Indeed, it was clear throughout the conference that addressing urban women’s health means different things in different places. For instance, a presenter from the School of Medicine discussed student designs for neighborhood fitness parks as a way to combat obesity, but just after that, a presenter from Uganda discussed the health issues facing women in the city of Kampala: malaria, typhoid, and lack of access to water and sewage systems. 

The contrast wasn’t lost on Penn IUR’s Birch. “I think the combination of papers today is illustrative of the theme that we started off the conference with,” she said. “[My] presentation will be talking about an exercise that took place in New York City in an attempt to create an understanding of what it is to design places that might be ‘healthy’—and the definition of ‘healthy’ in a city like New York is a very different definition than you would find in a city like Kampala.”

Global contrasts stood out as scholars from around the world shared their research. A single hour-and-a-half afternoon session included presentations by scholars from South Africa, Israel, Bangladesh, and Philadelphia. In the latter, Penn Nursing’s Loretta Sweet Jemmott GNu’82 Gr’87, director of the Center for Health Disparities Research, discussed the 20-minute-long HIV/STD risk-reduction program she developed for inner-city African-American women. The program helps young women build skills to reduce risk behaviors and prevent STDs—for instance, using condoms correctly and negotiating condom use with partners—and is especially important right now, she said, as AIDS cases are rising among women in their 20s, and HIV cases among 13- to 24-year-olds. Her program has done well enough reducing risk behaviors among young African-American women in Philadelphia and Baltimore that it is currently being rolled out across the country.

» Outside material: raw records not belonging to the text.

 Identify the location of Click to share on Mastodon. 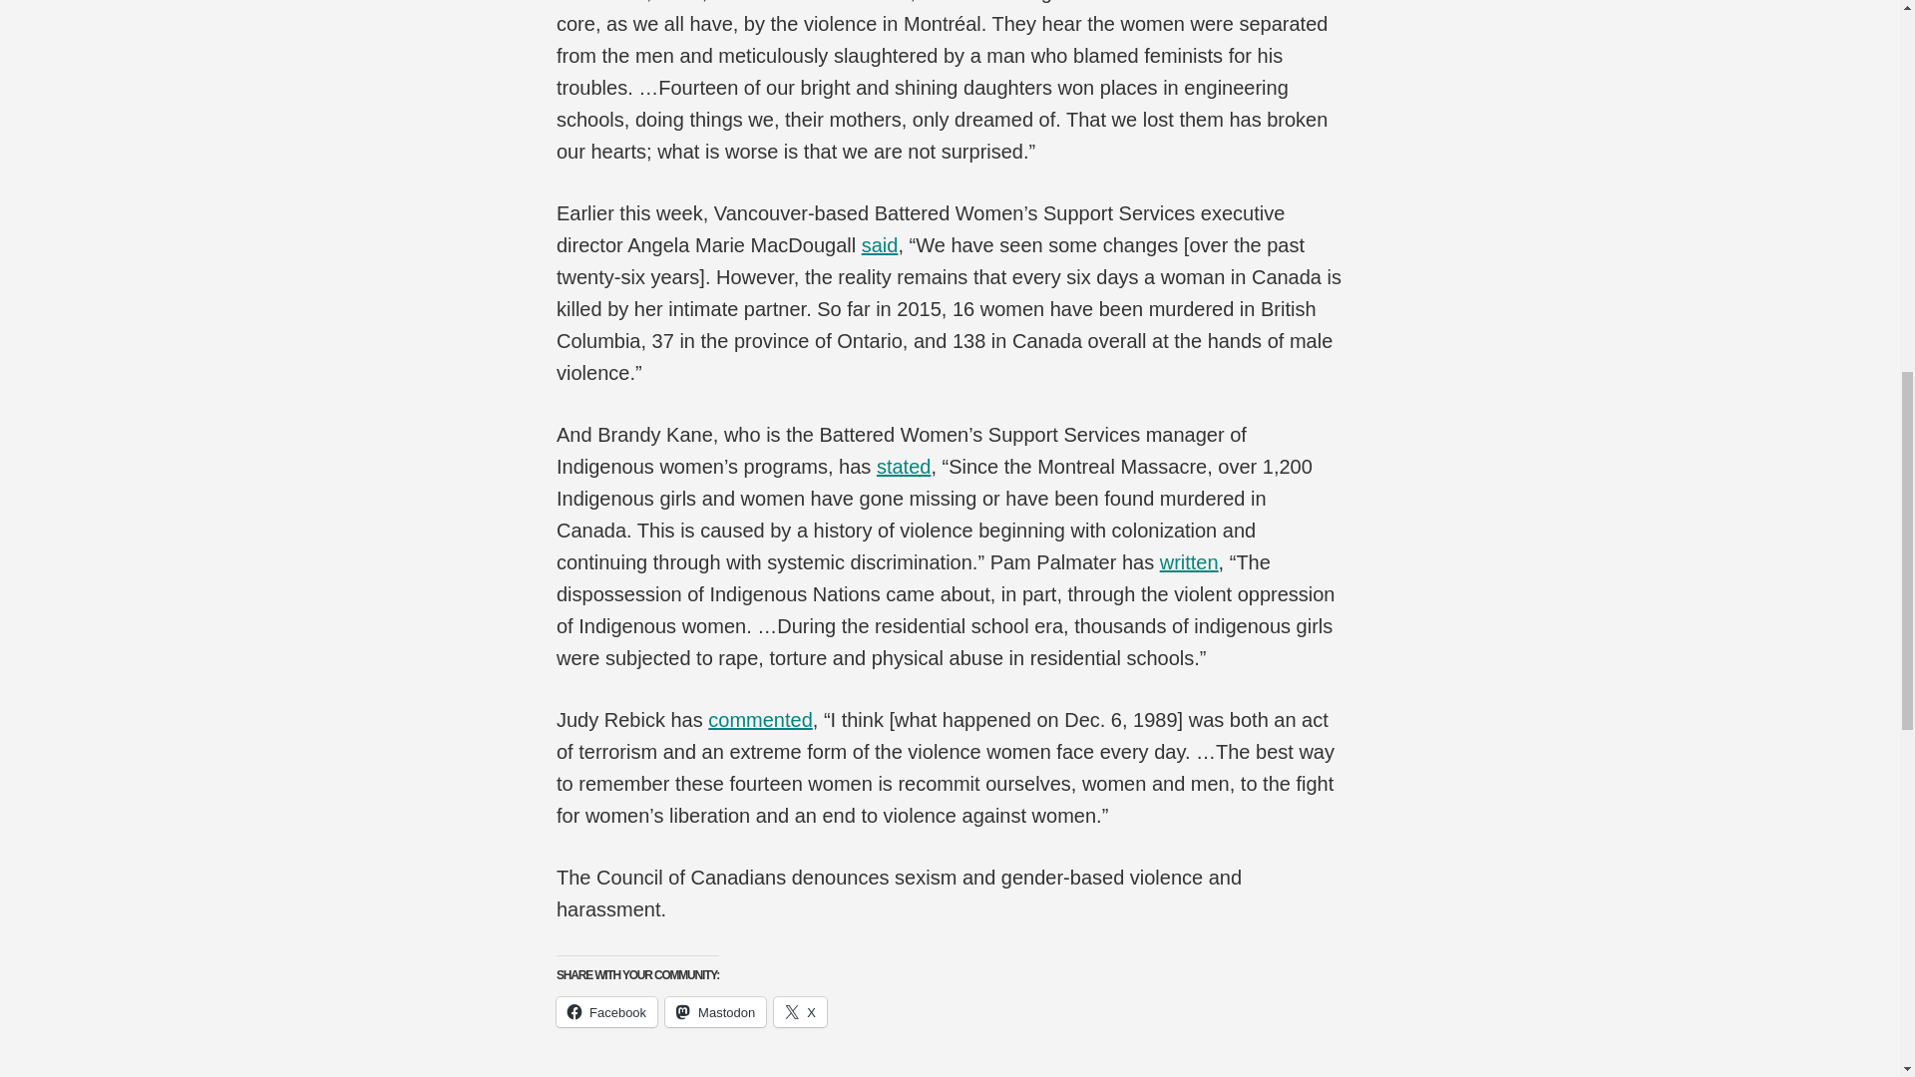
(715, 1012).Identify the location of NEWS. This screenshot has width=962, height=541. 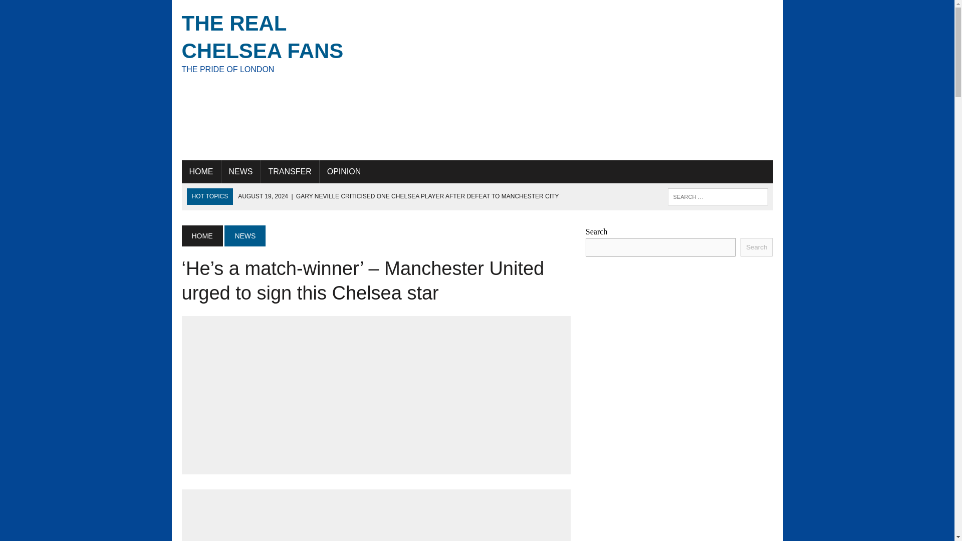
(201, 236).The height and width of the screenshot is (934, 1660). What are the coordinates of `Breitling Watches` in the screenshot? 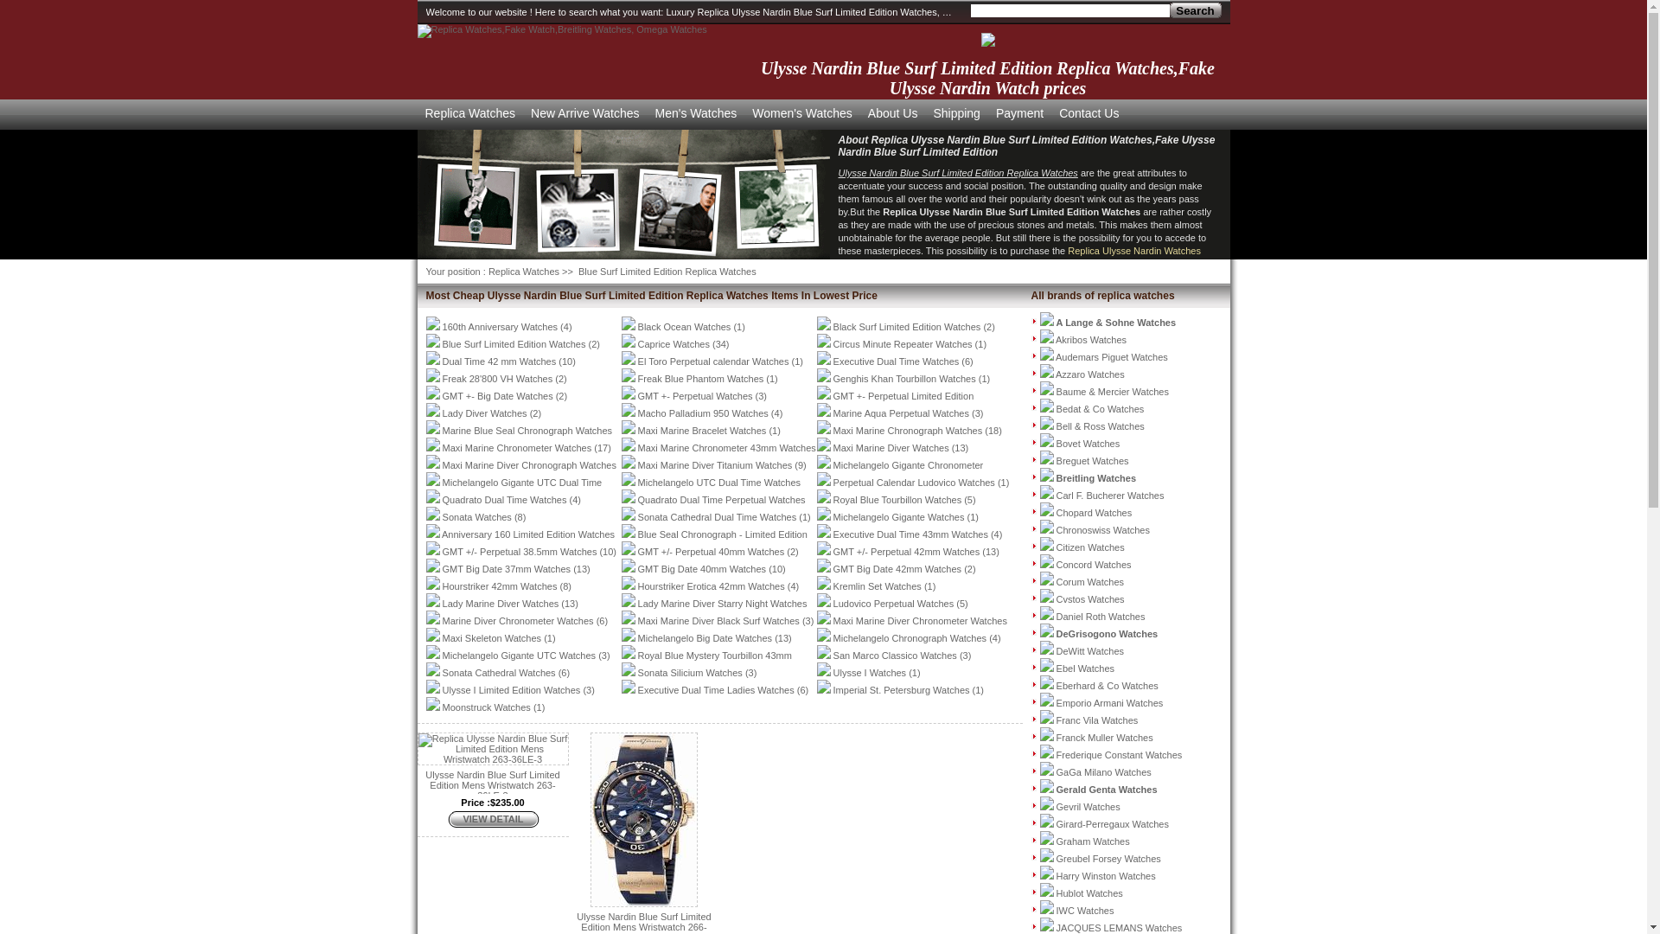 It's located at (1096, 478).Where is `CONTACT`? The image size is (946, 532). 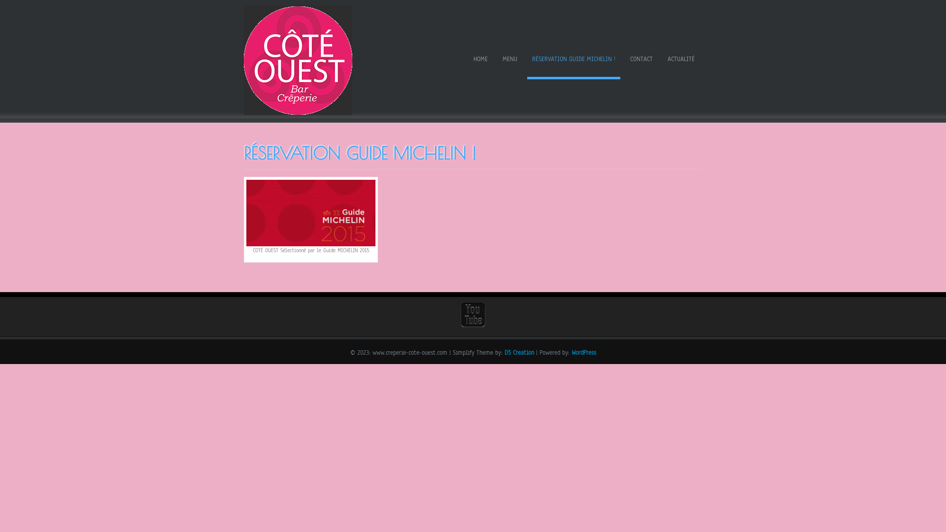
CONTACT is located at coordinates (641, 61).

Other presenters discussed to whom first-degree relatives of breast-cancer patients turn for support and information (doctors more than nurses, as it turns out); the number of women utilizing maternal health services in the urban slums of Bangladesh (not nearly enough); and domestic violence against women in Brazil. By offering such a wide variety of women’s-health topics, “We were hoping to have [attendees] look at this issue and say, ‘Wow, we haven’t been paying any attention to this. We do need more research. How does my expertise relate to this so I can help?’” Muecke said.

The organizers also launched the Urban Women’s Health Collaborative, a Web-based “open learning commons” that features a variety of blogs and videos, a reference library, and discussion forums. The idea was to create a permanent space for social networking, engaging both scholars and members of the public, Muecke said. To help in the process, Penn Nursing received a Rockefeller grant to recruit 12 mid-career leaders from around the world who are currently adding content to the site.

The School of Nursing also saw the conference as an opportunity to highlight the University’s commitment to improving the health of women, children, and families in urban communities. “It’s a Penn-wide interest, but it’s led by the School of Nursing,” Muecke said, noting that leaders from the Department of City and Regional Planning and the women’s-studies program, among others, have also shown interest in the initiative. “We really see this as an emerging field, and we’re trying to take the lead in making it happen sooner. To do that, it has to be very interdisciplinary and cross-sectional. We need NGOs, policymakers, people from all across campus.”

In her conference-opening speech, President Amy Gutmann expressed a similar call for action. “To improve the opportunities and life choices of urban women, we need an effective coalition of researchers, clinicians, educators, and community advocates to identify the most effective policies and then to push for significant policy changes in the world’s cities: more employment opportunities, equal pay for equal work, vastly improved prenatal and postnatal care, childcare for working women, and high standards of education for all children,” she said.